-Humanity is under invested in green tech
-Plenty of investment in “content”
I’ve written before on how my sense is that we are under-invested in environmental technology.
I was looking at investment in content from Apple and Netflix and it really hit home.
US Military R&D Only
$78bn
US Govt Green Tech
$3bn
UK Govt Green Tech
$0.8bn*
AstraZeneca Pharma R&D
$6bn
Apple, new TV content
$6bn
Netflix, new TV content
$15bn
*UK has this week promised another £1bn
Shell R&D spend = $1bn
Apple is spending $6bn this year in content for movies and tv.
Netflix is on track for $15bn spend (source FT, end).
Back, in 2015 this blog (see end) calculated it would take 34,739 hours to watch the whole Netflix catalogue.
And in 2018, Netflix added 1,500 of original content.
Assuming you could spare 2 hours a day, every day of your life to watch Netflix.
It would take around 49 years to watch the entire catalogue currently. And every year, at current rates. it would take you 2 extra years to watch.
So Netflix already has more content than a human can reasonably possibly watch in a life time and is spending $15bn more this year. Humanity will spend a few dollars a month to binge watch on TV box sets, but we’re not doing the same on pollution.
Meanwhile The US government can only spend $3bn on green tech funding, and Shell spends about $1bn on energy R&D.
Apple coming from nowhere is spending 6x more on content than Shell is spending on energy R&D.
OK. I understand that you can spend or only should R&D on project which are worthwhile but given the scale of the challenge in environmental challenges, and the huge returns to society / companies from solving some of our big climate challenges (eg fertiliser, energy, steel, aluminium, flying, mobility, etc. to name some).
This does seem a bit of a mismatch partly due to the returns to society and the externality cost being much harder to monetise appropriately, I guess.
No obvious answers from me - the known policy responses seem to be politically hard - although innovation investment seems clear to me.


_TASK ITEM_: Below are records; count the lines that hold the string "programs" and give only the count.

BEGIN DATASET RECORDS

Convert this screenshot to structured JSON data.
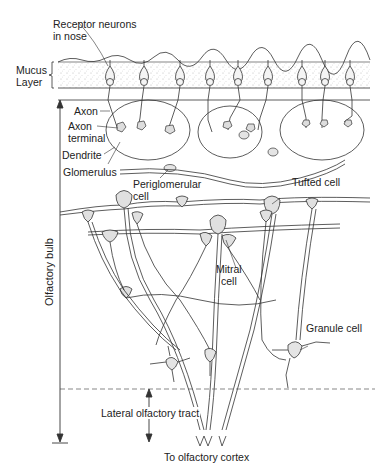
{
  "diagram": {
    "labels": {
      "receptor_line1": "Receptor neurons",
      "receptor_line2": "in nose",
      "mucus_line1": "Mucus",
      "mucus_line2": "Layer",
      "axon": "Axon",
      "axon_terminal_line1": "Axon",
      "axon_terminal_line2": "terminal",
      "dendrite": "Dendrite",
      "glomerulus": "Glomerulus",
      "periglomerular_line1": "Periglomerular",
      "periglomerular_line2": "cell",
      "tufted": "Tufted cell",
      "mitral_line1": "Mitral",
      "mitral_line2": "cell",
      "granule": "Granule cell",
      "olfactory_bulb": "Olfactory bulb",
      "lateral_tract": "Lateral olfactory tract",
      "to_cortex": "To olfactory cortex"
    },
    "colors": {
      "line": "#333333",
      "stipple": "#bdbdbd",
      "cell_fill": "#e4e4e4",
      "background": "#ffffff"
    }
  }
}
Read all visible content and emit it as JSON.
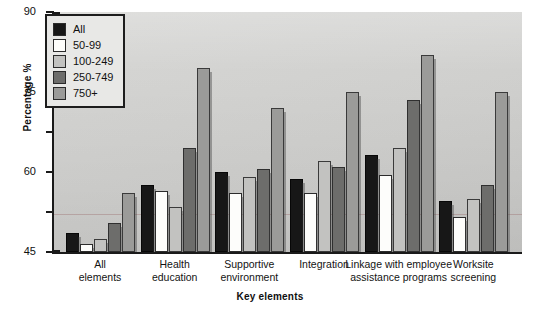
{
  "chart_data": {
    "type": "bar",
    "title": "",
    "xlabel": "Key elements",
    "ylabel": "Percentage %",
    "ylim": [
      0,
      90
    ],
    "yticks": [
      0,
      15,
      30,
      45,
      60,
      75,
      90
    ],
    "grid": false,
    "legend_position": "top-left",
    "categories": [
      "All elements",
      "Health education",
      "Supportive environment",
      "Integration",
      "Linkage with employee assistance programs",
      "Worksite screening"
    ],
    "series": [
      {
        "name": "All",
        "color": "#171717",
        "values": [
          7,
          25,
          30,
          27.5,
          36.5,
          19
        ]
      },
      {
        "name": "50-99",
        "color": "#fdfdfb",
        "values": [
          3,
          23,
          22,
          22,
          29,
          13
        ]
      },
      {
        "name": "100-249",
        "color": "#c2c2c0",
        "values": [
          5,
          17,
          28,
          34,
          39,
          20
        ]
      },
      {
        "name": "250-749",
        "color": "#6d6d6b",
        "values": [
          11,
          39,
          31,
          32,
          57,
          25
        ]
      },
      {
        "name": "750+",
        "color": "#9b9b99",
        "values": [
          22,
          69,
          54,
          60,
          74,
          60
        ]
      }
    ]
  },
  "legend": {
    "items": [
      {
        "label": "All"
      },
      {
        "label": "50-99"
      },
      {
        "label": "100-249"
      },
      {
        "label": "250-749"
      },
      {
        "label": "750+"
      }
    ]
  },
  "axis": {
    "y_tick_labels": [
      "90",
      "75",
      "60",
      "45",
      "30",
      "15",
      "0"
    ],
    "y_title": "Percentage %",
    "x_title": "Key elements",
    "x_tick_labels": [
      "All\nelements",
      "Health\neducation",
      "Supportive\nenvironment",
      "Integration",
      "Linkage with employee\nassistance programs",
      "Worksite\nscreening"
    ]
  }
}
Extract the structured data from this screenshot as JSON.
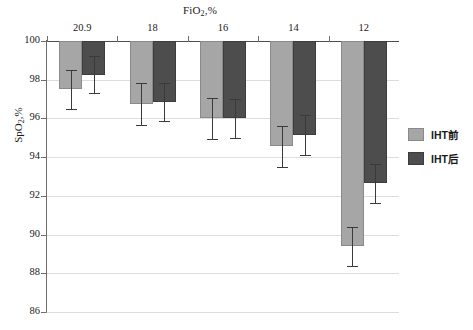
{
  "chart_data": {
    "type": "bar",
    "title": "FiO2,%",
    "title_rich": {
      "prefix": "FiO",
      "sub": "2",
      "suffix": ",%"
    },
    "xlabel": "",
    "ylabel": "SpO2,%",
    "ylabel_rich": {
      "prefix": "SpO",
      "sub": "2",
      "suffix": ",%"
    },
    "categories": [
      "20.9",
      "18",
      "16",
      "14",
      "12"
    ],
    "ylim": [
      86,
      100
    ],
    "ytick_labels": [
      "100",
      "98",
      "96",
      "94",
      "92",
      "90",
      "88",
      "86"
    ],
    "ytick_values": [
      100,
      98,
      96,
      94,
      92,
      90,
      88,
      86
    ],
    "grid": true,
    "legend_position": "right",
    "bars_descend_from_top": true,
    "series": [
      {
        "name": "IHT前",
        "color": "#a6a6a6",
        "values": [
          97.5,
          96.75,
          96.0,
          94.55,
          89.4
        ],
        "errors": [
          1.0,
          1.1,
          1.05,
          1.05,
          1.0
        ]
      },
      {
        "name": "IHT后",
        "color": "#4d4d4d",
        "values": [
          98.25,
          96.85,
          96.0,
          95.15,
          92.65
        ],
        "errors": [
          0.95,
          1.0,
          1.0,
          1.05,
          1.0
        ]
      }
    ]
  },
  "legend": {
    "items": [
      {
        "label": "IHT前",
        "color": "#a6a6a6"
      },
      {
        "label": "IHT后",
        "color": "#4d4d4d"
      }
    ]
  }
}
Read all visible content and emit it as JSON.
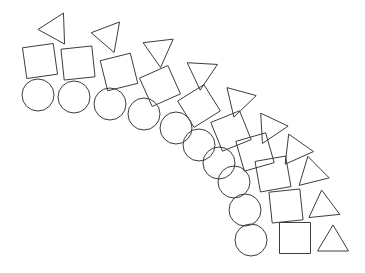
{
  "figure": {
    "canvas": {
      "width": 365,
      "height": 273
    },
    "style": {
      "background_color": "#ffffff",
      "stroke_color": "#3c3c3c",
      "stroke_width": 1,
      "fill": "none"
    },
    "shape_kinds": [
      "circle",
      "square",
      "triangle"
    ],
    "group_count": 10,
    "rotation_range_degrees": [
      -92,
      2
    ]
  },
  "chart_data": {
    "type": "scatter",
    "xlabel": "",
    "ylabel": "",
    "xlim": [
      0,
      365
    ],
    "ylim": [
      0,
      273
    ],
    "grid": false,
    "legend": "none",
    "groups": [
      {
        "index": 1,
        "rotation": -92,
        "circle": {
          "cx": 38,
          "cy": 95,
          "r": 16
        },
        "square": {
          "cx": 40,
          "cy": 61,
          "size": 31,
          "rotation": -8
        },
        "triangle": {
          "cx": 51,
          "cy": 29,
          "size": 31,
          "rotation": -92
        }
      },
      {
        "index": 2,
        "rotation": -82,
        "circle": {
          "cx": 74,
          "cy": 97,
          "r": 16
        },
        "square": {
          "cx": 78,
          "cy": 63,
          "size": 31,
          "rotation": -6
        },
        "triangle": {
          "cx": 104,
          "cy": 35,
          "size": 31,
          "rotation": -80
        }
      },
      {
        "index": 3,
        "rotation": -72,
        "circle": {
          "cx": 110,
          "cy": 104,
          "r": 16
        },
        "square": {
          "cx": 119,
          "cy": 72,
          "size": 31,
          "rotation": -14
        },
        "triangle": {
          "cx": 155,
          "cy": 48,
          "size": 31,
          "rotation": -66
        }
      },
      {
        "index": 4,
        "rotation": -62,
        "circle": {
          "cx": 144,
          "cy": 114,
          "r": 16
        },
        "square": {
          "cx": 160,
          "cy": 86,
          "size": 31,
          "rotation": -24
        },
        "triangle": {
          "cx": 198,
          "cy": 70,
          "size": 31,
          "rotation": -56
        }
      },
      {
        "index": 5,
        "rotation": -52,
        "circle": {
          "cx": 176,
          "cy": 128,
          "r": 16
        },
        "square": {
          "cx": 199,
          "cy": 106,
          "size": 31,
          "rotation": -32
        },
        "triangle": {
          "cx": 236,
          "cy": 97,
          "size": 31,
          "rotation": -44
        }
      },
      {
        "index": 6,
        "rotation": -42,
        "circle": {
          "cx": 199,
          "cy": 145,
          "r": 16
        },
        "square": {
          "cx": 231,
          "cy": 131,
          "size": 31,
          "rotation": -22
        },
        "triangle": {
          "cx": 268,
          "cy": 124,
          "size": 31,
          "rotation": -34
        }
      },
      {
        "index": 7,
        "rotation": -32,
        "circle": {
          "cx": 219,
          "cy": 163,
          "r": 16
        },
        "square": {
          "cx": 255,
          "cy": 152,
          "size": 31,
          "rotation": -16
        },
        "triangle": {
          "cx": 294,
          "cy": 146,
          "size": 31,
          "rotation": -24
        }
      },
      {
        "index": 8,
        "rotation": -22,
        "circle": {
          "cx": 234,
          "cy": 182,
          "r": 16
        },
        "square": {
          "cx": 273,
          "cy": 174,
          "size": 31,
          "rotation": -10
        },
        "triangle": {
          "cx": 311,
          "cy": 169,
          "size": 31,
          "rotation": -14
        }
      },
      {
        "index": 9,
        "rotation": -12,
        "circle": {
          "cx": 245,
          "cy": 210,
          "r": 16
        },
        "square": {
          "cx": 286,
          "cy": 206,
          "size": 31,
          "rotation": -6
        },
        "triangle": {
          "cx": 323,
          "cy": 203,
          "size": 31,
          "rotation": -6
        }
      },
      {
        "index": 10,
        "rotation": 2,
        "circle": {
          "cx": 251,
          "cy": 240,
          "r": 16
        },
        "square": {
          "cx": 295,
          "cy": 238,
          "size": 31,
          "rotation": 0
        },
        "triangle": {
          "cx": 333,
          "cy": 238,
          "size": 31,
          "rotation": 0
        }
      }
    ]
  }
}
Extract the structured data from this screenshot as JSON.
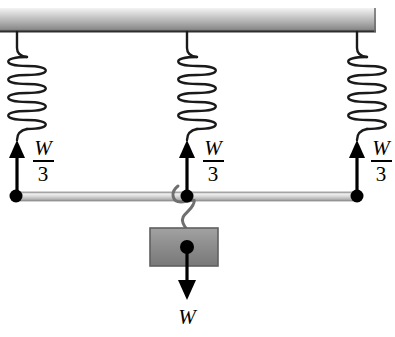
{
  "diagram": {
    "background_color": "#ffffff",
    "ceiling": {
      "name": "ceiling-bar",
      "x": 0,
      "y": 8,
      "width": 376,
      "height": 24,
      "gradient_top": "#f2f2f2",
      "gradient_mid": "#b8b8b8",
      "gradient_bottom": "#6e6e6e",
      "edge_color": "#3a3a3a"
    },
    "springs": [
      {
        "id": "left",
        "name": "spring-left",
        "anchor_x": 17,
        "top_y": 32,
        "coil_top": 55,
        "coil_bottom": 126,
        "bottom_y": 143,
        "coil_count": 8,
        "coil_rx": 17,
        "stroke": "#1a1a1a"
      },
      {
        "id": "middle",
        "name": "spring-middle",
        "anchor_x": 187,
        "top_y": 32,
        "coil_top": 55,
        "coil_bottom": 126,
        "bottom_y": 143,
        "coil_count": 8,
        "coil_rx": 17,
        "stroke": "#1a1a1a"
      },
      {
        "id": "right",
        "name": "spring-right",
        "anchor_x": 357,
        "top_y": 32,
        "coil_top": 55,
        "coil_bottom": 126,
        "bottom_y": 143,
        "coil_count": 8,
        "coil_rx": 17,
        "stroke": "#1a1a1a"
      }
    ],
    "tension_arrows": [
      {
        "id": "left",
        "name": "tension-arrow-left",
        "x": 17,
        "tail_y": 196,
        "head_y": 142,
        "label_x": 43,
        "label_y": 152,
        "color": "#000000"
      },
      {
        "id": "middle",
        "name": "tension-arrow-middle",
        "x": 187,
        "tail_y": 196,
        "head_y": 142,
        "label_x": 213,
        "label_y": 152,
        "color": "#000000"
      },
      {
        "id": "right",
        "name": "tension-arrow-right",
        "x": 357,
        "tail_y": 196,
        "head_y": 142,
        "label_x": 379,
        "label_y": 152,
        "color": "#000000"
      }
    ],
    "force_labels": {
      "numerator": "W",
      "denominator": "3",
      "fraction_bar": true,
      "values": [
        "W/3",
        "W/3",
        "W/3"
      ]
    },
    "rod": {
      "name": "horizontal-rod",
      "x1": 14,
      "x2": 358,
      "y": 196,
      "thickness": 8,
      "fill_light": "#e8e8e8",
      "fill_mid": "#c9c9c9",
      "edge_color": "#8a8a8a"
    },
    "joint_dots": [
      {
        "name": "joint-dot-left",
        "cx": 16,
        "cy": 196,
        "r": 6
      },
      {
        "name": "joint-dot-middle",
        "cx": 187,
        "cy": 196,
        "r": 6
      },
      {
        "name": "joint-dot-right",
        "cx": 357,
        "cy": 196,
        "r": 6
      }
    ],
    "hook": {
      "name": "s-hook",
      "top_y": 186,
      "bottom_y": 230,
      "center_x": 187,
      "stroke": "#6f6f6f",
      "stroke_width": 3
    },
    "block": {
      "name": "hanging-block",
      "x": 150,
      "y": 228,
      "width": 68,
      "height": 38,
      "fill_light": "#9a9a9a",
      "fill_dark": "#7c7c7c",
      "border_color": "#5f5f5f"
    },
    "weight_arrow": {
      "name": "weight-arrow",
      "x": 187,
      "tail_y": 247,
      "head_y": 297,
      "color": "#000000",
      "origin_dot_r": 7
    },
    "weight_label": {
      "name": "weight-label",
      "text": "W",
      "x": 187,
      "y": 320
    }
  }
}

END DATASET RECORDS

_OUTPUT OF THE EXERCISE_: 2